Responses by Matthew Tweddle, creative director, Only
Background: The British Academy is the UK authority on the humanities and social sciences, and the study of peoples, cultures and societies. The Academy’s Summer Showcase is an annual celebration of pioneering research from across the humanities and social sciences. Fifteen interactive exhibits are hosted alongside pop-up talks, workshops and performances to bring the best new research to life. The event invites everyone to think more deeply about what it means to be human.
Reasoning: When curiosity is alive, it fuels imagination and enables people to discover amazing things. The Summer Showcase is a celebration of the curiosity that drives humanity forward. The branding plays with depth and scale to bring curiosity to life. The aim was to create a sense of intrigue and discovery across applications and throughout the exhibition.
Challenges: The branding would exist for a relatively short period of time and the opportunities to communicate with our intended audience were limited. Therefore, it needed to engage quickly and be distinctive enough to be remembered. We needed to push at the edges of what is expected of an event profiling postdoctoral academic research without ever alienating a sprawling and discerning audience.
Favorite details: A lot of branding and marketing from the world of academia can be quite dull and uninviting. We were pleased to get something bold and unique out there that opened up the world of academic research to a broader audience. The identity works to bring together ideas from lots of different disciplines and celebrates their relevance to the modern world.
Specific demands: The Showcase was the first flagship event under the new British Academy identity. As part of this project, we needed to define the relationship between major events run by the Academy and the new parent brand. The branding would set a precedent for future events hosted by the Academy.
Anything new: With limited assets available, a typographic solution was always going be a consideration. In the end, a very simple dynamic approach gave us the constraints we needed to unify the applications, while allowing for creative expression. All of the dynamic type sits on a central axis and simply scales up and down to create the unique layouts.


▸ What to produce: Please check every line of the listing for "subscript" and copy each line where it is found.
····················
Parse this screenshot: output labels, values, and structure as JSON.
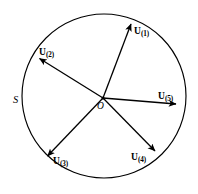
{
  "figure": {
    "type": "vector-diagram",
    "background_color": "#ffffff",
    "stroke_color": "#000000",
    "region": {
      "name": "S",
      "label": "S",
      "shape": "circle",
      "center": {
        "x": 104,
        "y": 96
      },
      "radius": 82,
      "label_position": {
        "x": 13,
        "y": 95
      }
    },
    "origin": {
      "label": "O",
      "x": 103,
      "y": 98,
      "label_position": {
        "x": 97,
        "y": 102
      }
    },
    "vectors": [
      {
        "id": "u1",
        "label": "U",
        "subscript": "(1)",
        "tip": {
          "x": 131,
          "y": 22
        },
        "label_position": {
          "x": 134,
          "y": 27
        }
      },
      {
        "id": "u2",
        "label": "U",
        "subscript": "(2)",
        "tip": {
          "x": 38,
          "y": 57
        },
        "label_position": {
          "x": 39,
          "y": 48
        }
      },
      {
        "id": "u3",
        "label": "U",
        "subscript": "(3)",
        "tip": {
          "x": 46,
          "y": 158
        },
        "label_position": {
          "x": 53,
          "y": 157
        }
      },
      {
        "id": "u4",
        "label": "U",
        "subscript": "(4)",
        "tip": {
          "x": 157,
          "y": 153
        },
        "label_position": {
          "x": 131,
          "y": 153
        }
      },
      {
        "id": "u5",
        "label": "U",
        "subscript": "(5)",
        "tip": {
          "x": 178,
          "y": 104
        },
        "label_position": {
          "x": 158,
          "y": 92
        }
      }
    ]
  }
}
····················
▸ Task output:
        "subscript": "(1)",
        "subscript": "(2)",
        "subscript": "(3)",
        "subscript": "(4)",
        "subscript": "(5)",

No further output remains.